Saturday, March 23, 2019


To Be Chosen

When Jesus and His disciples arrived at Caesarea, Jesus asked them all, “whom say ye that I am?” Peter responded with Christ, the son of the living God.

Jesus then said to Peter, “Blessed art thou, Simon Barjona: for flesh and blood hath not revealed it unto thee, but my Father which is in heaven” (Matthew 16:17).

The revelation of Jesus Christ as Lord and Savior is appointed and designated specifically and exclusively for God’s chosen people. It is done at a time and place of the Lord’s choosing. Nature does not reveal Christ to us, God does.

Intellect does not reveal God to us. We don’t, “figure it out” on our own.

No quality or merit causes the revelation. There is no deed, nor preparation, qualifications, or level of holiness and righteousness that must be attained before being chosen.

The election by God of His people is strictly by the grace of God. He opens our eyes to Him. Once our eyes (the window to the soul) have been opened, we are then able to see God in other things. We discover the joy and wonder of the symphony God conducts in nature, something we were deaf to prior to our quickening.

God awakens us to Him at different points in our lives. Some at a young age, some when they are old. Jesus explains this in the parable of the vineyard and the workers who were all paid the same penny although each worked a different number of hours.

Jesus said, “So the last shall be first, and the first last: for many be called, but few chosen” (Matthew 20:16).

Many are called but few are chosen. This does not mean that the elect are picked out of a crowd. There is no preferred quality, merit, or deed that qualifies us. Our election occurred before time began.

“Blessed be the God and Father of our Lord Jesus Christ, who hath blessed us with all spiritual blessings in heavenly places in Christ: According as he hath chosen us in him before the foundation of the world, that we should be holy and without blame before him in love: Having predestinated us unto the adoption of children by Jesus Christ to himself, according to the good pleasure of his will” (Ephesians 1:3-5)

Which adds another element. Almost everyone will hear the gospel message, but only a few will respond. Why? Because God only motivates His chosen, the ones chosen before the foundation of the world to respond to His call.

Do you think this is unfair?

“What shall we say then? Is there unrighteousness with God? God forbid. For he saith to Moses, I will have mercy on whom I will have mercy, and I will have compassion on whom I will have compassion.” (Romans 9:14-15)

Everything is a creation of God. Can He not do as He pleases with what is His? God is the potter. We are the clay. God can do as He wishes with the clay for He created the clay in which He forms His desire.

“Whatsoever the Lord pleased, that did he in heaven, and in earth, in the seas, and all deep places.” (Psalm 135:6).

What God can never do is unrighteousness, God cannot, "not be”, nor  can God vary in any form or fashion.

The call goes out to all the world. But Jesus said that the, “people's heart is waxed gross (hardened and stupid), and their ears are dull of hearing, and their eyes they have closed; lest at any time they should see with their eyes and hear with their ears, and should understand with their heart, and should be converted, and I should heal them” (Matthew 13:15).

The 19th century theologian Albert Barnes used a choice and most appropriate word to describe the people who’s heart had waxed gross and choose to stop their ears to God’s call.  The word was "Obdurate". It means to be, “stubbornly persistent in wrongdoing” (Merriam Webster). God obliges the wish of an unrepentant and obdurate sinner. This means that not only will God allow their behavior but makes it spiritually binding.

It is really important to understand that the sinner is so by choice. This is an act of their free will. God obliges the obdurate will, reluctantly so, for He would have everyone to repent and live! See Ezekiel Chapter 18.

David told his son Solomon that the, “Lord searcheth all hearts, and understandeth all the imaginations of the thoughts: if thou seek him, he will be found of thee; but if thou forsake him, he will cast thee off for ever. Take heed now; for the Lord hath chosen thee to build an house for the sanctuary: be strong, and do it.” (1 Chronicles 28:9-10).

God knows the heart. He also knows a stony heart, a heart that won’t allow the word in to take root and grow. Read the parable of the sower in Matthew Chapter 13.

Peter said, “But ye are a chosen generation, a royal priesthood, an holy nation, a peculiar people; that ye should shew forth the praises of him who hath called you out of darkness into his marvellous light; Which in time past were not a people, but are now the people of God: which had not obtained mercy, but now have obtained mercy” (1 Peter 2:9-10).

The chosen are this royal priesthood, the chosen. The term a, “peculiar people” doesn’t mean a strange people, but rather, “a thing acquired” by God, a “possession” (Vine’s).

Election was by God’s grace and the counsel of His own will. Why? So that we would “be to the praise of His glory”. (Ephesians 1:12)

We are called according to His purpose. As such, we know that being God’s chosen that all things, both good and bad that occur during this life, will work together for our good, to the elect that love God (Romans 8:28).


- **Task statement**
Identify each line below containing the string "Satisfied" and copy it.

Figure record listings
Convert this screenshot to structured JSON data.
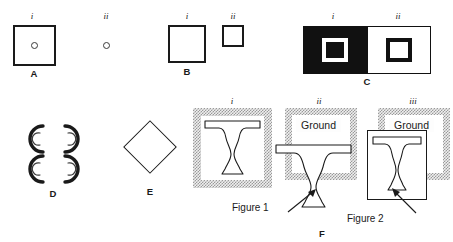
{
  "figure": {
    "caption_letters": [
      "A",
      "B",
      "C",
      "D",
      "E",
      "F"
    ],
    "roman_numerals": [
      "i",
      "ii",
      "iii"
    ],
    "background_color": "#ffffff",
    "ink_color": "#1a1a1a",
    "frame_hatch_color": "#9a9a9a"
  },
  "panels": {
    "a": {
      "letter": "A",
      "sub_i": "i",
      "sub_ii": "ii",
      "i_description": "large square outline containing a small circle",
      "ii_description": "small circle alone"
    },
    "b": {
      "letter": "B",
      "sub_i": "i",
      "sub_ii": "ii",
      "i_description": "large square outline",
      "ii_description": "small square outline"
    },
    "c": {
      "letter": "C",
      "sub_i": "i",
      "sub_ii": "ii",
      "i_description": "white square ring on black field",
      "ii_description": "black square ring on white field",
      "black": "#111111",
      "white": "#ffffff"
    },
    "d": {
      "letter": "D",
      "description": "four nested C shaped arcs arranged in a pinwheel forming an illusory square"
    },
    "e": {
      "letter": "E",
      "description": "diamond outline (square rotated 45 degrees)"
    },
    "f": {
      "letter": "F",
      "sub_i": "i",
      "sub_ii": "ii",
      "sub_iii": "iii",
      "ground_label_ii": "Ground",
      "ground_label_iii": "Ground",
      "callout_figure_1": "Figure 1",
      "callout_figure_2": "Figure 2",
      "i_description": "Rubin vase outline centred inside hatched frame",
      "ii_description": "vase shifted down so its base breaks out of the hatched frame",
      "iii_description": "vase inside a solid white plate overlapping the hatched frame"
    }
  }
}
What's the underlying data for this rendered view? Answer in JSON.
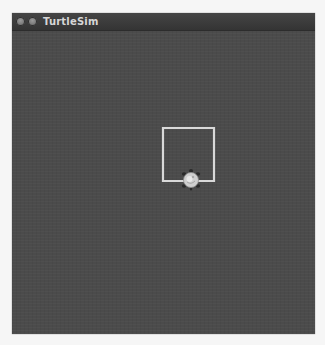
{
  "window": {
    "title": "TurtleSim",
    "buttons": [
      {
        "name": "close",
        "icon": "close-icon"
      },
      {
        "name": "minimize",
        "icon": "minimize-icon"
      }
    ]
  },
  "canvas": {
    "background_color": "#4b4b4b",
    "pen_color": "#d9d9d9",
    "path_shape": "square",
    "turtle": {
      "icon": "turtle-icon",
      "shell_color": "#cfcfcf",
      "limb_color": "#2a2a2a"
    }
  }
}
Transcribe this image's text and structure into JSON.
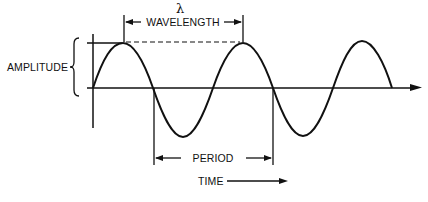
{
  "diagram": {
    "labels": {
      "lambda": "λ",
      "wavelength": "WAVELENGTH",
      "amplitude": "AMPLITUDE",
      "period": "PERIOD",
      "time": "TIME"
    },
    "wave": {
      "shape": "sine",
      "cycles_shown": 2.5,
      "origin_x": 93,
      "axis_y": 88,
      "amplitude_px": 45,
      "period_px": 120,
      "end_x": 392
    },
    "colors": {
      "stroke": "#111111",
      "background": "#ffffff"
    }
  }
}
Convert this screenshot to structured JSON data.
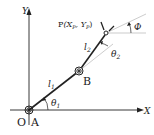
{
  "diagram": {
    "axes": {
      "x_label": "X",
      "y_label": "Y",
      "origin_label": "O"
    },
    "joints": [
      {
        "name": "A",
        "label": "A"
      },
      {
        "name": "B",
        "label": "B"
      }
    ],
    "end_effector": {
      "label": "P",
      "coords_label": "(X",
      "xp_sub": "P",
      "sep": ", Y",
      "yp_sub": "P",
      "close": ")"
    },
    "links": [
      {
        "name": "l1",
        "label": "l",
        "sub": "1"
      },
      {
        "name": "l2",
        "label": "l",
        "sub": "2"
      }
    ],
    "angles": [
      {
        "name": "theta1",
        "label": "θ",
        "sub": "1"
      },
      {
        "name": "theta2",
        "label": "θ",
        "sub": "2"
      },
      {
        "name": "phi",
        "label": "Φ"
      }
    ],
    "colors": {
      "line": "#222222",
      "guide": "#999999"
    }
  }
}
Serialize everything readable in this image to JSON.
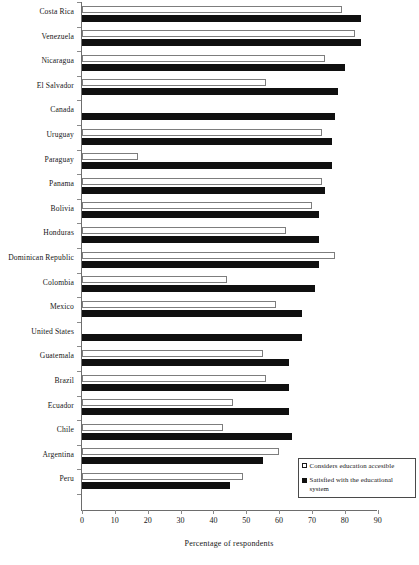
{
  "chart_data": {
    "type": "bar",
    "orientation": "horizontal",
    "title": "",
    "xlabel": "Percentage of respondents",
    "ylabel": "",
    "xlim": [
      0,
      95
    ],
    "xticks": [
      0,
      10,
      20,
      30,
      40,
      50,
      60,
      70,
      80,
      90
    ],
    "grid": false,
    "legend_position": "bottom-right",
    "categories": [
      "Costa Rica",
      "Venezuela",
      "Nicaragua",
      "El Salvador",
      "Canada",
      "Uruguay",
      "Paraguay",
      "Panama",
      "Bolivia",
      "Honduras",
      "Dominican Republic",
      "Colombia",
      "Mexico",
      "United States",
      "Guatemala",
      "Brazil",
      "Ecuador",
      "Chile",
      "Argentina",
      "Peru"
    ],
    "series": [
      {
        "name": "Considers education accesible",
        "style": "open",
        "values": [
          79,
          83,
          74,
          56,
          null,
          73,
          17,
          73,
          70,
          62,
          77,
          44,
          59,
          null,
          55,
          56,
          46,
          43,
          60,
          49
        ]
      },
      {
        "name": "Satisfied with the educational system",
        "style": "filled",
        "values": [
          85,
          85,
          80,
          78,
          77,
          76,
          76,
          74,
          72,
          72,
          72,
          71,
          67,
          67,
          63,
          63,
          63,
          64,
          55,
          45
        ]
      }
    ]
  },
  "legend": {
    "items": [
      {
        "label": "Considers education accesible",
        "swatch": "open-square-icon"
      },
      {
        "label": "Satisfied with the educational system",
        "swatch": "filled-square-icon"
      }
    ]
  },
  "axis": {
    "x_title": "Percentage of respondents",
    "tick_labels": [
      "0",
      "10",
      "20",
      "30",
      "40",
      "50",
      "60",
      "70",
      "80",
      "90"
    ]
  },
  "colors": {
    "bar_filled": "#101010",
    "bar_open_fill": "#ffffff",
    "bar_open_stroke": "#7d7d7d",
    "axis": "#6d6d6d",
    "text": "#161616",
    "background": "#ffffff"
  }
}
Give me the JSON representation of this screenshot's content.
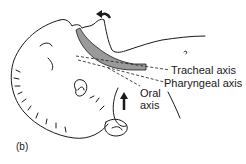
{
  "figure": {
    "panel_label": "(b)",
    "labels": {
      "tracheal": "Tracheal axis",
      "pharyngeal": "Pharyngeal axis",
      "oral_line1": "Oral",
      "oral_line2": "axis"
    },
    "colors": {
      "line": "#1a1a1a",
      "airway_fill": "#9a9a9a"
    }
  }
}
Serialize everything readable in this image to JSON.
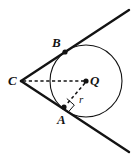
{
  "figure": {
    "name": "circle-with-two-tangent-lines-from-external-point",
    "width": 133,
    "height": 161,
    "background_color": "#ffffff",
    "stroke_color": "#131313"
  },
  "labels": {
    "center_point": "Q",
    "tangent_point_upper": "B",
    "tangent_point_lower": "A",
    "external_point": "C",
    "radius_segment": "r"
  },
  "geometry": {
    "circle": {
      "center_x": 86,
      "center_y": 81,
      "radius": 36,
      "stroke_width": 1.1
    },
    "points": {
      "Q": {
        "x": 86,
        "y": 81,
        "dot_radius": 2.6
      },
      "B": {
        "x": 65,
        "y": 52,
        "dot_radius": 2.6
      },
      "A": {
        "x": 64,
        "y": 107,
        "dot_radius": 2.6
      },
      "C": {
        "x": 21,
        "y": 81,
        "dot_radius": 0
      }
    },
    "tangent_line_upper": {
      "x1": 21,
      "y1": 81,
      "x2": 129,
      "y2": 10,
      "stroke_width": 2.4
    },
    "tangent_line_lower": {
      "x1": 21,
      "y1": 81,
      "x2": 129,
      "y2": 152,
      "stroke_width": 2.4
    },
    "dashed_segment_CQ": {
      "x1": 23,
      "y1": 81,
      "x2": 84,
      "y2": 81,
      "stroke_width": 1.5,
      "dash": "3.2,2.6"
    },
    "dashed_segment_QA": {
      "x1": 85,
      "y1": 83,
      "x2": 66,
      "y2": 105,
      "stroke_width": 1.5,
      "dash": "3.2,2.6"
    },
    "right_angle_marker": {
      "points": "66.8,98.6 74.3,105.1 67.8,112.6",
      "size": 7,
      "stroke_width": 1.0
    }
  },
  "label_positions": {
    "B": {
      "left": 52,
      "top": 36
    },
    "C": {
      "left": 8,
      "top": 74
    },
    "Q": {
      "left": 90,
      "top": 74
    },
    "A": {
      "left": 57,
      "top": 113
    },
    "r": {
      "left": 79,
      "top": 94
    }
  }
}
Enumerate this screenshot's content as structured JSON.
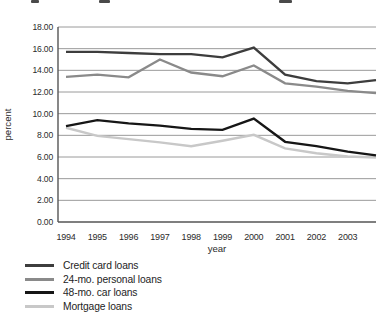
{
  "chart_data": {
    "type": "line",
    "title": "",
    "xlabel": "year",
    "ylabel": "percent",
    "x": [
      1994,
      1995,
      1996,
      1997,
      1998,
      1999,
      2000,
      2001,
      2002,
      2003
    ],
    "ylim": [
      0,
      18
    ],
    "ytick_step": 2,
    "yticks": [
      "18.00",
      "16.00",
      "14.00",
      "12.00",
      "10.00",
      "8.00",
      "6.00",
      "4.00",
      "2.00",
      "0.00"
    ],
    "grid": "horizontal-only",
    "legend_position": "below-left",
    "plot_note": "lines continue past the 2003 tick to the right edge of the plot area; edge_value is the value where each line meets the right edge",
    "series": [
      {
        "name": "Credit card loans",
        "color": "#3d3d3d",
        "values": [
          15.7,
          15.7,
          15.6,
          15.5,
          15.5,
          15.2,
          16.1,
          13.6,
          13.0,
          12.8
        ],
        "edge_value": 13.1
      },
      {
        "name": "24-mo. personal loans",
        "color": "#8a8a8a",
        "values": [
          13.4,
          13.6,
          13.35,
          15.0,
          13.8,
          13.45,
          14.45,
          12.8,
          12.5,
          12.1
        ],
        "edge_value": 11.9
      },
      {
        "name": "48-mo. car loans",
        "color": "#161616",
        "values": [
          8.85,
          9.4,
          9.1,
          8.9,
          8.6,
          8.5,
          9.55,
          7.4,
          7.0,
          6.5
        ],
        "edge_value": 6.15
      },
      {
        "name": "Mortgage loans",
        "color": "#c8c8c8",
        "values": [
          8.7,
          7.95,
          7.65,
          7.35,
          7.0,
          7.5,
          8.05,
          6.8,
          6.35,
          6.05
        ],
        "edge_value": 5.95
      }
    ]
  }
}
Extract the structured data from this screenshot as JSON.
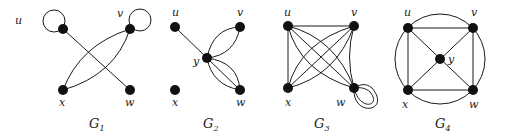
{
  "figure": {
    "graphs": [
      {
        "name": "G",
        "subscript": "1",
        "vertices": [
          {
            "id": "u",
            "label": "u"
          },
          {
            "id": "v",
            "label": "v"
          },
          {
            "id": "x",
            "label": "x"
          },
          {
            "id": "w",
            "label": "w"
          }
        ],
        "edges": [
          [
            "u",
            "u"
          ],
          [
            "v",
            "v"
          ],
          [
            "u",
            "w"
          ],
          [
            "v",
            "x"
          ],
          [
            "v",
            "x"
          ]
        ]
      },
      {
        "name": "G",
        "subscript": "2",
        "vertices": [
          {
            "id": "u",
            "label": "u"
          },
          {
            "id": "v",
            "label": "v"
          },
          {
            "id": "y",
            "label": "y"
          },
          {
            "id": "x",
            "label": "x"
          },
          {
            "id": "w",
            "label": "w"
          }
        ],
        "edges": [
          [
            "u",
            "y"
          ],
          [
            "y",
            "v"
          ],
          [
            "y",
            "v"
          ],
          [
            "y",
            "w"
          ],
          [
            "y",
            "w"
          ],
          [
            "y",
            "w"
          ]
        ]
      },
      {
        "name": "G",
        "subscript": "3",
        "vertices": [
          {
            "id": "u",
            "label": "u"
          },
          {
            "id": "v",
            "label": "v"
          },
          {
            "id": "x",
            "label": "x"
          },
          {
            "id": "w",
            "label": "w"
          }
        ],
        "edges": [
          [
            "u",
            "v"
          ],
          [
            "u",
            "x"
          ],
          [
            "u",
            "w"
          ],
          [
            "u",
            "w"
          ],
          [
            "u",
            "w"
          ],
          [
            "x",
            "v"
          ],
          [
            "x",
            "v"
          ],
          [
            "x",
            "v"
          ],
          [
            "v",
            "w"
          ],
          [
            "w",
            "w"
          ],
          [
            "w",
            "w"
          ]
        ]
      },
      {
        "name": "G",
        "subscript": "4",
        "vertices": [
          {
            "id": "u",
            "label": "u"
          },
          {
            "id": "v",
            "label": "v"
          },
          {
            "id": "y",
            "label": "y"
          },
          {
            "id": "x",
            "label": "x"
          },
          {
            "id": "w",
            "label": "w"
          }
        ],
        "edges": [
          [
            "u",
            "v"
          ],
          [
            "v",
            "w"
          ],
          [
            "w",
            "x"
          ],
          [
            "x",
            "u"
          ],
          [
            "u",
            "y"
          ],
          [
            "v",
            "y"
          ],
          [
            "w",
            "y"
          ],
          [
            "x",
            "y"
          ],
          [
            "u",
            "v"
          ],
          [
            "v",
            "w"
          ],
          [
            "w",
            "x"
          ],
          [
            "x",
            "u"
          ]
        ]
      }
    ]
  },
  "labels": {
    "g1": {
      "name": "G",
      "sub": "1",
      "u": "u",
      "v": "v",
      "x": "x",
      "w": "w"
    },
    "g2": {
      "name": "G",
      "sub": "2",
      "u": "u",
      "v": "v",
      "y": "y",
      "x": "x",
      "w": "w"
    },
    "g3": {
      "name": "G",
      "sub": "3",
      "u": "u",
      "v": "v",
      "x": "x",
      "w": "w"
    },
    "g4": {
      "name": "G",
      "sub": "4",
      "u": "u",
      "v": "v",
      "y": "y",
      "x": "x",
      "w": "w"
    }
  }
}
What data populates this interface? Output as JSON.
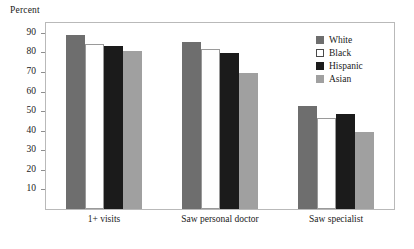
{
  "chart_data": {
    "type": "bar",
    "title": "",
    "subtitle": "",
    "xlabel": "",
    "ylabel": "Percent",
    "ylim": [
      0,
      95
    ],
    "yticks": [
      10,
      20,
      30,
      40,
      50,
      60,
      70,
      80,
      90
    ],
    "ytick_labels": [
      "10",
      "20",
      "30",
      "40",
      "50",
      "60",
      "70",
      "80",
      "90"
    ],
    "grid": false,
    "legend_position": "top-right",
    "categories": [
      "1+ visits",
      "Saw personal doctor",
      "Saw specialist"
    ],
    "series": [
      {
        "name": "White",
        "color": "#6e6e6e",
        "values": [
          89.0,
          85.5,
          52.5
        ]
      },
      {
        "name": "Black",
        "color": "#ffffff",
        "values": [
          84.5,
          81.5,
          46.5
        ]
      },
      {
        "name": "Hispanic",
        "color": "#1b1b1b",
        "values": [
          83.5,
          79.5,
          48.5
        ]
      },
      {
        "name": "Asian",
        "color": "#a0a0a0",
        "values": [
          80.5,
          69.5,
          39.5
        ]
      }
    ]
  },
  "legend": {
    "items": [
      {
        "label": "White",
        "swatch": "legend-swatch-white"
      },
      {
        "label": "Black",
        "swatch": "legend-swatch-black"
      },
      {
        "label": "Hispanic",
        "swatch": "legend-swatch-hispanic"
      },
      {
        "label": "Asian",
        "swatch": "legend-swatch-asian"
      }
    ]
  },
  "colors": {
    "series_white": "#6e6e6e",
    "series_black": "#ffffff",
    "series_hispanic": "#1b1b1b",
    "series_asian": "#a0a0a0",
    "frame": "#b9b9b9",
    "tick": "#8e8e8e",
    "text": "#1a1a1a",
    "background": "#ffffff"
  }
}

- **Answer to this task**
        "name": "Satisfied with the educational system",
        "label": "Satisfied with the educational system",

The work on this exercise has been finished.